A sunny day, at last! I left the Opera early in the morning, wearing a thin summer dress for the first time in months. I felt like dancing, singing, spinning, right there on the streets, under the warm sun! I walked in a fast pace to the bakery where my mother had started working part-time.
The smell of fresh-baked bread was lingering in the air, and it could be sensed many houses away. Everybody seemed pretty invigorated that morning, a lot of talking going on in every store, the street vendors pacing madly among the people on the sidewalks, announcing their products loudly.
I entered the bakery with a wide smile to my mother, who was buried behind the pile of packets to be delivered at the clients' residences. I heard the glass door slamming behind me.
"Good morning, Mom!" I said enthusiastically.
"It may be morning for you, young lady, but for me work has begun a long time ago," she complained.

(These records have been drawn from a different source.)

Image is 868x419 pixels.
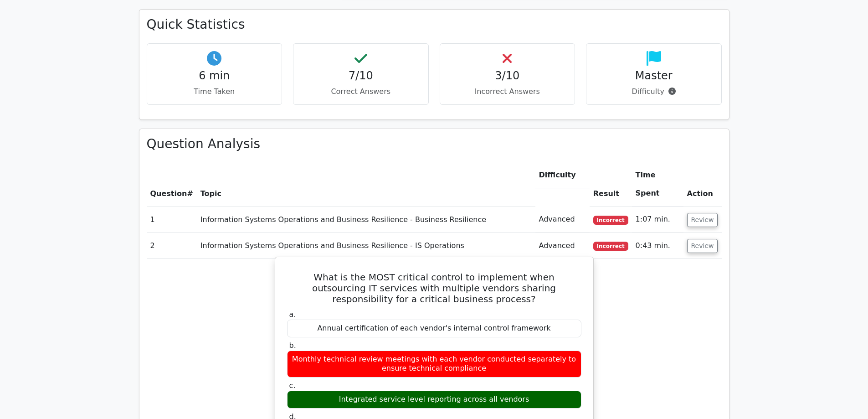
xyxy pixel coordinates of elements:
[154,86,275,97] p: Time Taken
[593,70,714,83] h4: Master
[197,163,536,207] th: Topic
[147,233,197,259] td: 2
[147,136,721,152] h3: Question Analysis
[593,216,628,225] span: Incorrect
[287,351,581,378] div: Monthly technical review meetings with each vendor conducted separately to ensure technical compl...
[536,233,589,259] td: Advanced
[147,207,197,233] td: 1
[684,163,721,207] th: Action
[147,163,197,207] th: #
[289,310,296,319] span: a.
[289,341,296,350] span: b.
[289,381,296,390] span: c.
[593,86,714,97] p: Difficulty
[301,70,421,83] h4: 7/10
[589,163,632,207] th: Result
[287,391,581,409] div: Integrated service level reporting across all vendors
[286,272,582,305] h5: What is the MOST critical control to implement when outsourcing IT services with multiple vendors...
[197,233,536,259] td: Information Systems Operations and Business Resilience - IS Operations
[593,242,628,251] span: Incorrect
[687,239,718,253] button: Review
[447,86,568,97] p: Incorrect Answers
[687,213,718,227] button: Review
[536,207,589,233] td: Advanced
[536,163,589,188] th: Difficulty
[147,17,721,32] h3: Quick Statistics
[197,207,536,233] td: Information Systems Operations and Business Resilience - Business Resilience
[632,233,684,259] td: 0:43 min.
[150,190,187,198] span: Question
[154,70,275,83] h4: 6 min
[447,70,568,83] h4: 3/10
[632,163,684,207] th: Time Spent
[287,320,581,338] div: Annual certification of each vendor's internal control framework
[301,86,421,97] p: Correct Answers
[632,207,684,233] td: 1:07 min.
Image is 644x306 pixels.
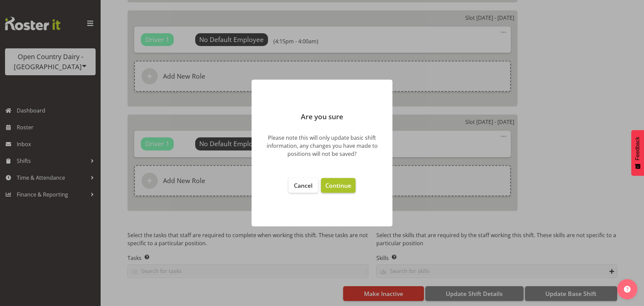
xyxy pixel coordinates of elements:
[294,181,313,189] span: Cancel
[624,286,631,292] img: help-xxl-2.png
[288,178,318,193] button: Cancel
[261,133,383,158] div: Please note this will only update basic shift information, any changes you have made to positions...
[632,130,644,175] button: Feedback - Show survey
[258,113,386,120] p: Are you sure
[634,137,641,160] span: Feedback
[325,181,351,189] span: Continue
[321,178,356,193] button: Continue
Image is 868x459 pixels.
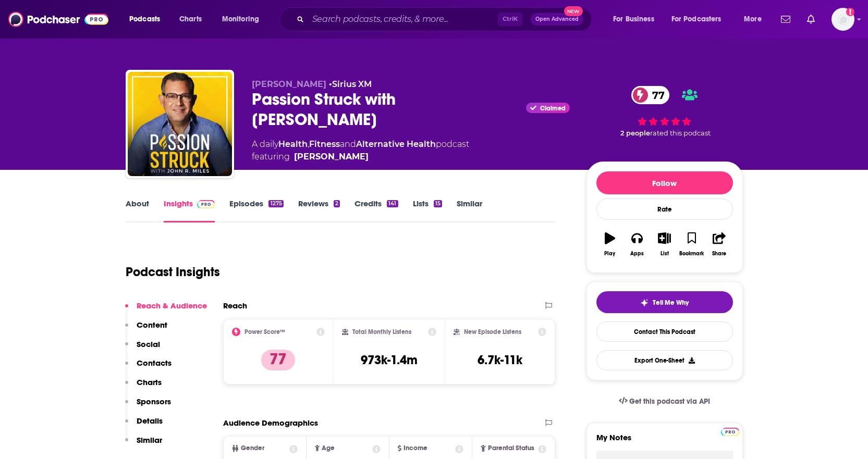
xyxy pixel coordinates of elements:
svg: Add a profile image [846,8,854,16]
span: Parental Status [488,445,534,452]
a: InsightsPodchaser Pro [164,199,215,222]
span: Claimed [540,106,566,111]
p: Social [137,339,160,349]
p: Similar [137,436,162,445]
div: A daily podcast [252,138,470,163]
p: Charts [137,377,162,387]
a: Episodes1275 [230,199,283,222]
div: Search podcasts, credits, & more... [289,7,602,32]
a: Show notifications dropdown [803,11,819,28]
p: Reach & Audience [137,301,207,310]
p: Details [137,416,162,426]
h2: Power Score™ [245,328,285,335]
span: Gender [241,445,264,452]
p: Sponsors [137,397,171,406]
span: rated this podcast [650,129,710,137]
h2: New Episode Listens [464,328,521,335]
div: Rate [596,199,733,220]
a: Health [278,139,308,149]
span: Tell Me Why [653,299,689,307]
a: Podchaser - Follow, Share and Rate Podcasts [8,10,108,29]
a: 77 [631,86,670,104]
button: tell me why sparkleTell Me Why [596,292,733,314]
button: Apps [623,225,651,263]
a: Sirius XM [332,79,372,89]
button: open menu [736,11,774,27]
div: 15 [434,200,442,208]
span: Ctrl K [498,12,522,26]
span: 77 [642,86,670,104]
button: Content [125,320,167,339]
span: Open Advanced [535,17,579,22]
button: Share [706,225,732,263]
div: Play [605,251,615,257]
span: • [329,79,372,89]
p: Content [137,320,167,330]
a: Similar [457,199,482,222]
label: My Notes [596,432,733,451]
button: Details [125,416,162,436]
span: Podcasts [129,12,160,27]
a: Charts [172,11,208,27]
button: Follow [596,171,733,195]
img: Passion Struck with John R. Miles [128,72,232,176]
a: Lists15 [413,199,442,222]
span: Monitoring [222,12,259,27]
button: Bookmark [678,225,706,263]
img: Podchaser Pro [721,428,739,436]
div: Share [712,251,727,257]
h3: 6.7k-11k [478,352,522,368]
button: Contacts [125,358,171,377]
button: Open AdvancedNew [531,13,584,26]
button: open menu [215,11,272,27]
span: and [340,139,356,149]
a: Reviews2 [298,199,340,222]
h1: Podcast Insights [125,264,220,280]
p: Contacts [137,358,171,368]
span: Age [322,445,335,452]
a: Get this podcast via API [610,389,718,415]
a: Alternative Health [356,139,436,149]
button: Show profile menu [832,8,854,31]
div: List [660,251,669,257]
a: Credits141 [355,199,398,222]
span: More [744,12,761,27]
span: New [564,6,583,16]
span: 2 people [621,129,650,137]
img: tell me why sparkle [640,299,648,307]
a: Fitness [309,139,340,149]
div: Bookmark [679,251,704,257]
span: For Podcasters [672,12,722,27]
button: Sponsors [125,397,171,416]
img: User Profile [832,8,854,31]
button: Similar [125,436,162,454]
button: open menu [122,11,174,27]
h2: Reach [223,301,247,310]
div: 77 2 peoplerated this podcast [587,79,743,145]
h2: Total Monthly Listens [352,328,411,335]
div: 1275 [268,200,283,208]
a: Contact This Podcast [596,322,733,342]
button: Social [125,339,160,359]
img: Podchaser Pro [197,200,215,208]
h3: 973k-1.4m [360,352,418,368]
input: Search podcasts, credits, & more... [308,11,498,27]
a: Pro website [721,427,739,436]
button: Export One-Sheet [596,350,733,371]
p: 77 [261,350,295,371]
button: Charts [125,377,162,397]
span: [PERSON_NAME] [252,79,327,89]
button: open menu [606,11,668,27]
button: Play [596,225,623,263]
button: open menu [664,11,736,27]
button: Reach & Audience [125,301,207,320]
span: Get this podcast via API [630,397,710,406]
a: About [125,199,149,222]
a: Show notifications dropdown [777,11,794,28]
h2: Audience Demographics [223,418,318,428]
span: featuring [252,150,470,163]
span: For Business [613,12,654,27]
div: 141 [387,200,398,208]
span: , [308,139,309,149]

"Eh, what a nice mood we are in!" I teased, making a face.
Fortunately, her stern look dissolved into a light expression. "Grab a bread for yourself, Meg."
I went behind the counter in the back of the store, greeting the owner of the establishment. He seemed to be a nice old man, for the little I had heard from him. He grabbed a small cake, with a secretive smile, and threw it inside the bag I had gotten. I thanked him, laughing.
"Meg, don't forget to take an extra bread for Marcelle!" my mother yelled to me.
I did so, and left the bakery. "It has been quite a while since I've last talked with Marcelle," I thought. I missed her.
She had been my friend since the very time I arrived at Paris. Things were a lot harder then, and although my first impression of the city had been very generous, it didn't take me long to realize it was all an illusion. Paris was a nasty city, even worse at that time. All I could remember was the cold; a winter very similar to the one we had just had, keeping me inside the apartment.
Ah, that apartment...how I hated it! It was not only the fact that it was located in one of the worse suburbs of the city, but the sensation of claustrophobia it would give me. It was not before six months living in Paris that we managed to move to the Opera, and until that happened, I was left inside four walls in the most absolute and detestable boredom.
I couldn't understand my mother's reasons by then. Or better - I could, but I didn't accept the fact that family problems had taken me away from the village I lived in, from country school I used to attend, and from the friends I used to have. And above all, I hated having so much free time and not being able to do anything useful with it.
Books became my world. I spent months on end dutifully reading and rereading whatever I could lay my hands on. I would spend days travelling in fantastic stories, learning new things, seeing pictures of far places...and yet I longed for a real life. I didn't care for fairy tales.
Marcelle was my blessed escape from them. One day, at last, I decided I was definitely tired of all that, of being enclosed in a dark and poorly heated place, and went for a walk around the city. I was eleven years old, I think, and my mother got really mad when she found out I had been wandering around, unaccompanied, in one of the most dangerous parts of the town.
I saw Marcelle for the first time in a neighborhood park. She was a year younger than me, but looked a lot older and bigger. She was smoking a little cigarette. I sat close to her and initiated some conversation, out of my loneliness. She laughed at my country accent and said I needed to learn a few things about Paris in order to like it. From that day on, we became inseparable friends.
Remembering those things, I began to laugh to myself, drawing stares from people passing on the streets. I laughed even more then, amazed at how easily people judge you, and how quickly they cast you reproving looks. That made me think of Erik, as everything seemed to lately.
Was he able to go out on the streets at all? I'm sure his mask would look very odd in the streets of Paris, especially accompanied by his immaculate black outfit. Besides, knowing a little of Erik's short temper, I don't think he would take people glaring at him, with that stupid expression on their faces.
He probably felt as lonely and bored in his cellars as I did in my old apartment...
The sun was stronger now, making me squint as I looked for Marcelle on the boulevard. She jumped from behind me, giving me a big scare. We embraced each other, laughing loudly.
"So, Margarette Giry, start telling me everything about our Monsieur Prince Charming!"